MAKING THE CUT l DONATING HAIR TO GOOD CAUSE

  • Share:
June 07, 2018
Shearing Is Caring
School Collects Ponytails For Cancer Patients’ Wigs
By NOLAN STOUT
Daily News-Record  6/7/18
 
BROADWAY — Leah Siler wasn’t nervous as she went for her first haircut Wednesday.
And rather than let her locks go to waste, the 6-year-old decided to donate them to a good cause.
She was among 25 students, parents, teachers and administrators who cut 8 inches of their hair to donate to Pantene Beautiful Lengths during an assembly at John C. Myers Elementary School.
Pantene Beautiful Lengths is a charitable campaign by hair product company Pantene. The company collects hair donations and gives them to HairUWear, a wig-making company, which provides them to the American Cancer Society to distribute at no cost.
The wigs are used by cancer patients and those who suffer from alopecia areata, a condition that causes hair loss in round patches and can lead to total baldness.
Volunteers from salons throughout the area put donors’ hair in ponytails and cut 8 inches off. It takes six to 10 8-inch ponytails to make a wig, according to Pantene.
Leah, a kindergartner, said she feels “really good” about how her hair turned out and likes it better short.
Her mother, fifth-grade teacher Amanda Siler, joined her daughter in getting a haircut. Siler also donated four years ago and decided to participate again because cancer has affected their family. “We don’t need it,” Siler said. “It’s just hair.” Assistant Principal Tammy May started the donation assembly at the school after she came to the school in 2010. In the past, the hair was sent to Locks of Love, but May said it was time to use a different organization.
May has cut her hair seven times over the past 17 years, stretching back to her time at Plains Elementary School. May said donations at Plains reached 50 people by the time she went to John C. Myers. May has a lot of hair, she said, and donating it is the
right thing to do. “It’s just about giving back,” she said. “If you’ve got it to give, why not?”


ABOVE: Saige Tomlinson, a second-grader at John C. Myers Elementary School, looks at the hair she’s donating to Pantene Beautiful Lengths at an assembly on Wednesday.
BELOW: Amanda Bolton (right), who works at South Mane Salon in Harrisonburg, holds up a length of Rockingham County School Board member Jackie Lohr’s hair during the donation drive.




Ann Hammer hugs her grandson, Rylee, a first- grader at John C. Myers Elementary School, after cutting her hair to donate to Pantene Beautiful Lengths at an assembly on Wednesday.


- Task description: Copy each entry below verbatim. Skip the pictures.

[Dataset listings of figures]
====
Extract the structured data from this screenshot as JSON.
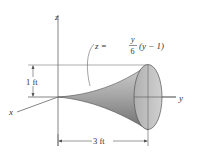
{
  "figure": {
    "axes": {
      "z_label": "z",
      "y_label": "y",
      "x_label": "x"
    },
    "equation": {
      "lhs": "z =",
      "numerator": "y",
      "denominator": "6",
      "factor": "(y − 1)"
    },
    "dimensions": {
      "height": "1 ft",
      "length": "3 ft"
    },
    "colors": {
      "line": "#555555",
      "surface_light": "#d9d9d9",
      "surface_dark": "#7a7a7a",
      "end_face": "#bdbdbd",
      "text": "#333333"
    }
  }
}
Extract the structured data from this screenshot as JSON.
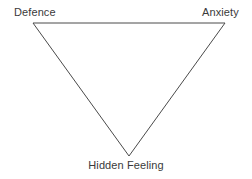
{
  "diagram": {
    "type": "triangle",
    "background_color": "#ffffff",
    "stroke_color": "#4a4a4a",
    "stroke_width": 1,
    "text_color": "#3a3a3a",
    "orientation": "inverted",
    "vertices": [
      {
        "id": "top-left",
        "label": "Defence",
        "x": 33,
        "y": 23
      },
      {
        "id": "top-right",
        "label": "Anxiety",
        "x": 225,
        "y": 23
      },
      {
        "id": "bottom",
        "label": "Hidden Feeling",
        "x": 129,
        "y": 156
      }
    ],
    "edges": [
      {
        "from": "top-left",
        "to": "top-right"
      },
      {
        "from": "top-right",
        "to": "bottom"
      },
      {
        "from": "bottom",
        "to": "top-left"
      }
    ],
    "labels": {
      "defence": "Defence",
      "anxiety": "Anxiety",
      "hidden_feeling": "Hidden Feeling"
    }
  }
}
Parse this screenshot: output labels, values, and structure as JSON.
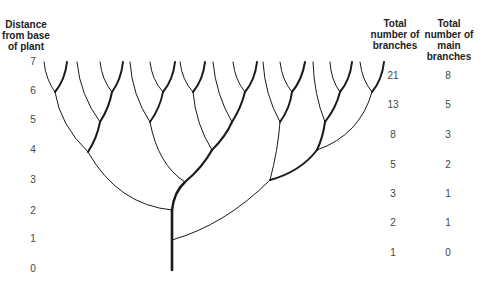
{
  "headers": {
    "distance": [
      "Distance",
      "from base",
      "of plant"
    ],
    "total_branches": [
      "Total",
      "number of",
      "branches"
    ],
    "main_branches": [
      "Total",
      "number of",
      "main",
      "branches"
    ]
  },
  "rows": [
    {
      "distance": "7",
      "total": "21",
      "main": "8"
    },
    {
      "distance": "6",
      "total": "13",
      "main": "5"
    },
    {
      "distance": "5",
      "total": "8",
      "main": "3"
    },
    {
      "distance": "4",
      "total": "5",
      "main": "2"
    },
    {
      "distance": "3",
      "total": "3",
      "main": "1"
    },
    {
      "distance": "2",
      "total": "2",
      "main": "1"
    },
    {
      "distance": "1",
      "total": "1",
      "main": "0"
    },
    {
      "distance": "0",
      "total": "",
      "main": ""
    }
  ],
  "colors": {
    "line": "#1a1a1a",
    "text": "#444444"
  }
}
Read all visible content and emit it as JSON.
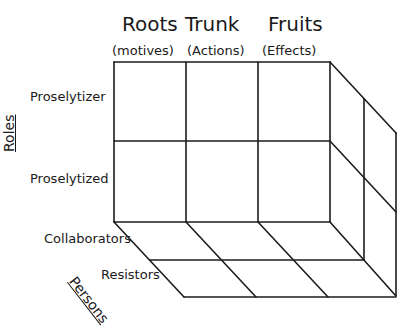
{
  "columns": [
    {
      "title": "Roots",
      "subtitle": "(motives)"
    },
    {
      "title": "Trunk",
      "subtitle": "(Actions)"
    },
    {
      "title": "Fruits",
      "subtitle": "(Effects)"
    }
  ],
  "rows_axis": {
    "label": "Roles",
    "items": [
      "Proselytizer",
      "Proselytized"
    ]
  },
  "depth_axis": {
    "label": "Persons",
    "items": [
      "Collaborators",
      "Resistors"
    ]
  },
  "colors": {
    "line": "#1c1c1c",
    "background": "#ffffff"
  }
}
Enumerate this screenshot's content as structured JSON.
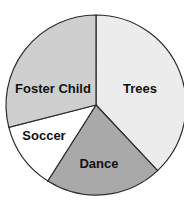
{
  "chart_data": {
    "type": "pie",
    "title": "",
    "start_angle_deg": 0,
    "direction": "clockwise",
    "categories": [
      "Trees",
      "Dance",
      "Soccer",
      "Foster Child"
    ],
    "values": [
      38,
      21,
      12,
      29
    ],
    "unit": "percent (estimated from slice angles)",
    "slices": [
      {
        "label": "Trees",
        "value": 38,
        "color": "#ececec",
        "label_x": 140,
        "label_y": 90
      },
      {
        "label": "Dance",
        "value": 21,
        "color": "#a9a9a9",
        "label_x": 99,
        "label_y": 165
      },
      {
        "label": "Soccer",
        "value": 12,
        "color": "#ffffff",
        "label_x": 44,
        "label_y": 137
      },
      {
        "label": "Foster Child",
        "value": 29,
        "color": "#cfcfcf",
        "label_x": 53,
        "label_y": 90
      }
    ],
    "legend": "none (labels inside slices)",
    "center": [
      96,
      105
    ],
    "radius": 90
  }
}
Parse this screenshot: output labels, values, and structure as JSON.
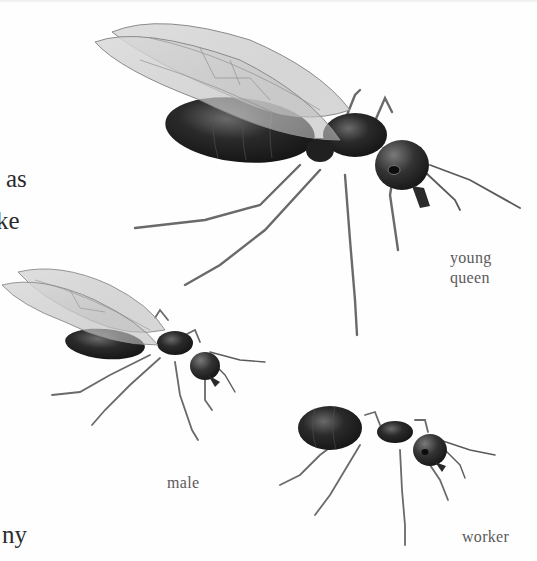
====
- Solution to the exercise:
Extract the structured data from this screenshot as JSON.
{
  "figure": {
    "axes": {
      "z_label": "z",
      "y_label": "y",
      "x_label": "x"
    },
    "equation": {
      "lhs": "z =",
      "numerator": "y",
      "denominator": "6",
      "factor": "(y − 1)"
    },
    "dimensions": {
      "height": "1 ft",
      "length": "3 ft"
    },
    "colors": {
      "line": "#555555",
      "surface_light": "#d9d9d9",
      "surface_dark": "#7a7a7a",
      "end_face": "#bdbdbd",
      "text": "#333333"
    }
  }
}
Extract the structured data from this screenshot as JSON.
{
  "diagram": {
    "type": "triangle",
    "background_color": "#ffffff",
    "stroke_color": "#4a4a4a",
    "stroke_width": 1,
    "text_color": "#3a3a3a",
    "orientation": "inverted",
    "vertices": [
      {
        "id": "top-left",
        "label": "Defence",
        "x": 33,
        "y": 23
      },
      {
        "id": "top-right",
        "label": "Anxiety",
        "x": 225,
        "y": 23
      },
      {
        "id": "bottom",
        "label": "Hidden Feeling",
        "x": 129,
        "y": 156
      }
    ],
    "edges": [
      {
        "from": "top-left",
        "to": "top-right"
      },
      {
        "from": "top-right",
        "to": "bottom"
      },
      {
        "from": "bottom",
        "to": "top-left"
      }
    ],
    "labels": {
      "defence": "Defence",
      "anxiety": "Anxiety",
      "hidden_feeling": "Hidden Feeling"
    }
  }
}
Parse this screenshot: output labels, values, and structure as JSON.
{
  "headers": {
    "distance": [
      "Distance",
      "from base",
      "of plant"
    ],
    "total_branches": [
      "Total",
      "number of",
      "branches"
    ],
    "main_branches": [
      "Total",
      "number of",
      "main",
      "branches"
    ]
  },
  "rows": [
    {
      "distance": "7",
      "total": "21",
      "main": "8"
    },
    {
      "distance": "6",
      "total": "13",
      "main": "5"
    },
    {
      "distance": "5",
      "total": "8",
      "main": "3"
    },
    {
      "distance": "4",
      "total": "5",
      "main": "2"
    },
    {
      "distance": "3",
      "total": "3",
      "main": "1"
    },
    {
      "distance": "2",
      "total": "2",
      "main": "1"
    },
    {
      "distance": "1",
      "total": "1",
      "main": "0"
    },
    {
      "distance": "0",
      "total": "",
      "main": ""
    }
  ],
  "colors": {
    "line": "#1a1a1a",
    "text": "#444444"
  }
}
Read all visible content and emit it as JSON.
{
  "columns": [
    {
      "title": "Roots",
      "subtitle": "(motives)"
    },
    {
      "title": "Trunk",
      "subtitle": "(Actions)"
    },
    {
      "title": "Fruits",
      "subtitle": "(Effects)"
    }
  ],
  "rows_axis": {
    "label": "Roles",
    "items": [
      "Proselytizer",
      "Proselytized"
    ]
  },
  "depth_axis": {
    "label": "Persons",
    "items": [
      "Collaborators",
      "Resistors"
    ]
  },
  "colors": {
    "line": "#1c1c1c",
    "background": "#ffffff"
  }
}
Enumerate this screenshot's content as structured JSON.
{
  "chart_data": {
    "type": "pie",
    "title": "",
    "start_angle_deg": 0,
    "direction": "clockwise",
    "categories": [
      "Trees",
      "Dance",
      "Soccer",
      "Foster Child"
    ],
    "values": [
      38,
      21,
      12,
      29
    ],
    "unit": "percent (estimated from slice angles)",
    "slices": [
      {
        "label": "Trees",
        "value": 38,
        "color": "#ececec",
        "label_x": 140,
        "label_y": 90
      },
      {
        "label": "Dance",
        "value": 21,
        "color": "#a9a9a9",
        "label_x": 99,
        "label_y": 165
      },
      {
        "label": "Soccer",
        "value": 12,
        "color": "#ffffff",
        "label_x": 44,
        "label_y": 137
      },
      {
        "label": "Foster Child",
        "value": 29,
        "color": "#cfcfcf",
        "label_x": 53,
        "label_y": 90
      }
    ],
    "legend": "none (labels inside slices)",
    "center": [
      96,
      105
    ],
    "radius": 90
  }
}
Parse this screenshot: output labels, values, and structure as JSON.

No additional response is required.